▸ PROMPT
Please write out the line containing "pixels, height=328 pixels." and each line after it through the end of the data, exactly, and nothing else.

▸ INFORMATION PROVIDED
* * * *

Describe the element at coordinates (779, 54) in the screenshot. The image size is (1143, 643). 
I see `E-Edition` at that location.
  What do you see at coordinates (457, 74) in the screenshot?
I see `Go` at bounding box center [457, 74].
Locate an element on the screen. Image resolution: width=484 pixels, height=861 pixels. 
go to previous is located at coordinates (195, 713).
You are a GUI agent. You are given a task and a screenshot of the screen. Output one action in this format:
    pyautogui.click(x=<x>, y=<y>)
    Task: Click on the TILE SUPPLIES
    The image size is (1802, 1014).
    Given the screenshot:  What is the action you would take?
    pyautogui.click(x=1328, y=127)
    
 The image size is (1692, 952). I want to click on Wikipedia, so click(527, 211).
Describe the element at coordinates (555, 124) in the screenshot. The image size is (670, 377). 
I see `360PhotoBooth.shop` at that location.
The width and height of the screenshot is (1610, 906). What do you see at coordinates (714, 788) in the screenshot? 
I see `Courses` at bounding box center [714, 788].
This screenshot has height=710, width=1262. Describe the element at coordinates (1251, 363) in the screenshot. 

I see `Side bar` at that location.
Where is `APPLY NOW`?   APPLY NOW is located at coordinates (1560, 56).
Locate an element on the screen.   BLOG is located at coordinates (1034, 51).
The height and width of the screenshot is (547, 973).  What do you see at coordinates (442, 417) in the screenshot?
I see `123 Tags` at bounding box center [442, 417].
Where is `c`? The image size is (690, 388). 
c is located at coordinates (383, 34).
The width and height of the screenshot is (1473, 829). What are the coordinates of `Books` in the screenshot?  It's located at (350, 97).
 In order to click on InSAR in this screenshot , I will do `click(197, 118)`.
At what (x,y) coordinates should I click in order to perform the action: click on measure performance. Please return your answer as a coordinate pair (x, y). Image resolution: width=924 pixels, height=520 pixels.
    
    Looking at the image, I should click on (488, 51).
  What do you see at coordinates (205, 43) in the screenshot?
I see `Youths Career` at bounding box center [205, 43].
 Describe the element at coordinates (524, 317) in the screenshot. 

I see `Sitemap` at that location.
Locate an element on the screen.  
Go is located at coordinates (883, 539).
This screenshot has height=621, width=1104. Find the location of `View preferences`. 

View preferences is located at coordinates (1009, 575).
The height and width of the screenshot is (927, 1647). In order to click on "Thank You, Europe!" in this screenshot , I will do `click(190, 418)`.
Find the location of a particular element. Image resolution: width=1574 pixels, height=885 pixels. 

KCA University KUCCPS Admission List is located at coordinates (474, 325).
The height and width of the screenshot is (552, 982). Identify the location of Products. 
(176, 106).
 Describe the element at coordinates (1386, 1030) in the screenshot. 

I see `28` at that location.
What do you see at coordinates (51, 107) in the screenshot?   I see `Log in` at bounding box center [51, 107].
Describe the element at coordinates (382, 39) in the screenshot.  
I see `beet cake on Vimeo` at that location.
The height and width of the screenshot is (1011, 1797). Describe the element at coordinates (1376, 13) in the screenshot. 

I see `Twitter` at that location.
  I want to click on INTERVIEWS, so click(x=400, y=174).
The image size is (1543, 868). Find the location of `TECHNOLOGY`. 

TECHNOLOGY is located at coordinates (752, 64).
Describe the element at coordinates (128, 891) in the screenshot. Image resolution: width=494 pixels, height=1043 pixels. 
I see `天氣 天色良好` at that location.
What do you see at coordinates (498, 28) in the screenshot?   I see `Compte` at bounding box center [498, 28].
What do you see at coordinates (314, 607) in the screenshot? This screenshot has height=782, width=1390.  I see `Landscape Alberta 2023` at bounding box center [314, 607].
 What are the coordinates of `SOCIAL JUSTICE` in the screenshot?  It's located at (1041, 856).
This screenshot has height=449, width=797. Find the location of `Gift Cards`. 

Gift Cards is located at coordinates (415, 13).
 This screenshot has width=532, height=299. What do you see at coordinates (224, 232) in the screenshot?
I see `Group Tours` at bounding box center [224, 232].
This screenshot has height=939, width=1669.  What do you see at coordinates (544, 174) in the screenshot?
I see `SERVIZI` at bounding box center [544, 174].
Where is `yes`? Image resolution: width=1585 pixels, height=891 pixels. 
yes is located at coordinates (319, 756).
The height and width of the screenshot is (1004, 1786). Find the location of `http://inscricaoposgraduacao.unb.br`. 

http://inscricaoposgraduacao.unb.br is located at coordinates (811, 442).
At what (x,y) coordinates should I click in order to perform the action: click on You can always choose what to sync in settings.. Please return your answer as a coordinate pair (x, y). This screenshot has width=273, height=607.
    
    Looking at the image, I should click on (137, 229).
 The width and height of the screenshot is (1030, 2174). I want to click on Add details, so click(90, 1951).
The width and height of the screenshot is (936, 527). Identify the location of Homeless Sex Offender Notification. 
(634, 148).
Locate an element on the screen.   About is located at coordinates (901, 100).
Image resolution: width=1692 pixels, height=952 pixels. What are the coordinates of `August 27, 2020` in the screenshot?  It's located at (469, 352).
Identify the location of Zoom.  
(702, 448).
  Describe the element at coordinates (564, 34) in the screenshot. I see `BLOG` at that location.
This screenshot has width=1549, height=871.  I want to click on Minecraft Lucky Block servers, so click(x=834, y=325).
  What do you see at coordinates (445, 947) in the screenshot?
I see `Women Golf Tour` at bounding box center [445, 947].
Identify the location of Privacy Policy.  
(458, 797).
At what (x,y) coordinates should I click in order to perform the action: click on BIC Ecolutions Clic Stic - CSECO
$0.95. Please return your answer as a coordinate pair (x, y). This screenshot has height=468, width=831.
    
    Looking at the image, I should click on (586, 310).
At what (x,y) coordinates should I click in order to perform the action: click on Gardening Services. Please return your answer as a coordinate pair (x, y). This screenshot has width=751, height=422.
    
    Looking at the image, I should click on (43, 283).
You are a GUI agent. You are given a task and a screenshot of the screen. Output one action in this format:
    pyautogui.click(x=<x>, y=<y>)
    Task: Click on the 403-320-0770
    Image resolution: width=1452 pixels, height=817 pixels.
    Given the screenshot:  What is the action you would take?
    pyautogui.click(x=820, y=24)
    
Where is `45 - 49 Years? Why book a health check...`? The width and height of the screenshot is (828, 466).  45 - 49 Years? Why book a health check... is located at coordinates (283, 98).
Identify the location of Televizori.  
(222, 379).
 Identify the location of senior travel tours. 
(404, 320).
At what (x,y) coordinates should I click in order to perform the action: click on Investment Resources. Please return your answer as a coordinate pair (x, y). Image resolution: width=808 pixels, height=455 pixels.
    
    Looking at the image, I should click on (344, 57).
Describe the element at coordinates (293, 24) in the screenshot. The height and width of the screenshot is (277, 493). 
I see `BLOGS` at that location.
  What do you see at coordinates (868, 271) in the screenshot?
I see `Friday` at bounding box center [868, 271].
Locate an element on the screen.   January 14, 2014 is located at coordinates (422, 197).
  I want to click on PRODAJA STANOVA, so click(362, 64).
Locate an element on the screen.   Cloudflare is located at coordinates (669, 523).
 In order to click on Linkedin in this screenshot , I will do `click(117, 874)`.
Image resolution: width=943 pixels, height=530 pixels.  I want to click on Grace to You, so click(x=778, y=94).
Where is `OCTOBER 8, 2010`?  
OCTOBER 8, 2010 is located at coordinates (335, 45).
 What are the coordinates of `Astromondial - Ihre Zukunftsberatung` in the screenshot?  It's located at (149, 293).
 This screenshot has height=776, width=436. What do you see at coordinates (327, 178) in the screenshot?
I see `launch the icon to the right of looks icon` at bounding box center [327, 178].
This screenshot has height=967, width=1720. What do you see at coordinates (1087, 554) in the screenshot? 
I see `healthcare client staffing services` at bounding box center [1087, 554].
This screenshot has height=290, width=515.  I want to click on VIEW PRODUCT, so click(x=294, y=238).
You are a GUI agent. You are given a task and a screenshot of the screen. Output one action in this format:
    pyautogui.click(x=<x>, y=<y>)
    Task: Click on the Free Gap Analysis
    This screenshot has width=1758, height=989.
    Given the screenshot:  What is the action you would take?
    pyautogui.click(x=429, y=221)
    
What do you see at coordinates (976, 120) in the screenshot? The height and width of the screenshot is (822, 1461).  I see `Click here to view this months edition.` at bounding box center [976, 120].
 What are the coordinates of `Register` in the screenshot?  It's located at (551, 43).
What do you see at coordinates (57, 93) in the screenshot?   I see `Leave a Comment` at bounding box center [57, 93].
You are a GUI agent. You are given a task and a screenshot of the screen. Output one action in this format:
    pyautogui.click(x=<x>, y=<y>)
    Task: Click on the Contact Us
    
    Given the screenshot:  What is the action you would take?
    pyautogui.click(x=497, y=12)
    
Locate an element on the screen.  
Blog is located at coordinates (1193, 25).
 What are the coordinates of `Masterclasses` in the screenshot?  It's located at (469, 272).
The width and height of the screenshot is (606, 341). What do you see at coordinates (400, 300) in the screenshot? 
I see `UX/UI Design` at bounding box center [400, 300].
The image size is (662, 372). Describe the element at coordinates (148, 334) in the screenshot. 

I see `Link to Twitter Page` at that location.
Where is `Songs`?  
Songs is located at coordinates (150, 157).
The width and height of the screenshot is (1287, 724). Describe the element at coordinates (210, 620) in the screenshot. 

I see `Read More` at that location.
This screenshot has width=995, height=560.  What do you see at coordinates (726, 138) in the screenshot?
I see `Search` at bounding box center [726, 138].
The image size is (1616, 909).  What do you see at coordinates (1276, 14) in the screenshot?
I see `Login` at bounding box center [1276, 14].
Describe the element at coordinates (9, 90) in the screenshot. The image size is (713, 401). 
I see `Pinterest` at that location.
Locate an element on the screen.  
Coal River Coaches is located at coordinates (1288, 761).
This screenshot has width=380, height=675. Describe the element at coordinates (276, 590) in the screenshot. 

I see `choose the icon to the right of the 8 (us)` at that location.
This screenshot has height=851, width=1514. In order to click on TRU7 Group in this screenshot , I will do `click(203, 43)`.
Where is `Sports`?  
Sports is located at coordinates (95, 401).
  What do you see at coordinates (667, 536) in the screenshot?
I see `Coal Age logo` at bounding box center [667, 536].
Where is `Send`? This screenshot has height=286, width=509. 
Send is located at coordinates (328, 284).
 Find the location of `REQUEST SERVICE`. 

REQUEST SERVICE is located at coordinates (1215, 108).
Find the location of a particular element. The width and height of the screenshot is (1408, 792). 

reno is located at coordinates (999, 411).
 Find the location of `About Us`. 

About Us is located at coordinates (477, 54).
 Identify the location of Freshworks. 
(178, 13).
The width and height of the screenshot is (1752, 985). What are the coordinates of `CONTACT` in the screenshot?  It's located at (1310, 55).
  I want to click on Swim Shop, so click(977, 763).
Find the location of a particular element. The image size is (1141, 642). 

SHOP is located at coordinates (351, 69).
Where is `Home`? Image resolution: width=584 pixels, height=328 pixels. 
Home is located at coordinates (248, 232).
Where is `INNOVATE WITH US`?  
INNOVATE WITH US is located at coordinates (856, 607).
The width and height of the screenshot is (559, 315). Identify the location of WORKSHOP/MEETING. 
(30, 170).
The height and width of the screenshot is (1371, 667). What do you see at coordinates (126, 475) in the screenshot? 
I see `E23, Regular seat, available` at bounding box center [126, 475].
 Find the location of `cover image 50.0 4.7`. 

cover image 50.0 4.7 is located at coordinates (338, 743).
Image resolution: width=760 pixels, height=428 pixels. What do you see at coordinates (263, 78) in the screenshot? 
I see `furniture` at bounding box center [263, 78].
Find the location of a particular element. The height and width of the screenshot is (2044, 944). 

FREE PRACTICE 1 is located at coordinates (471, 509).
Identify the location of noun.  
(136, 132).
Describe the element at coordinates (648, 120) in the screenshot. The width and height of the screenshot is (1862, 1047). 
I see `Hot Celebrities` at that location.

* * * *

▸ REPLY
Where is `Home`? Image resolution: width=584 pixels, height=328 pixels. 
Home is located at coordinates (248, 232).
Where is `INNOVATE WITH US`?  
INNOVATE WITH US is located at coordinates (856, 607).
The width and height of the screenshot is (559, 315). Identify the location of WORKSHOP/MEETING. 
(30, 170).
The height and width of the screenshot is (1371, 667). What do you see at coordinates (126, 475) in the screenshot? 
I see `E23, Regular seat, available` at bounding box center [126, 475].
 Find the location of `cover image 50.0 4.7`. 

cover image 50.0 4.7 is located at coordinates (338, 743).
Image resolution: width=760 pixels, height=428 pixels. What do you see at coordinates (263, 78) in the screenshot? 
I see `furniture` at bounding box center [263, 78].
Find the location of a particular element. The height and width of the screenshot is (2044, 944). 

FREE PRACTICE 1 is located at coordinates (471, 509).
Identify the location of noun.  
(136, 132).
Describe the element at coordinates (648, 120) in the screenshot. The width and height of the screenshot is (1862, 1047). 
I see `Hot Celebrities` at that location.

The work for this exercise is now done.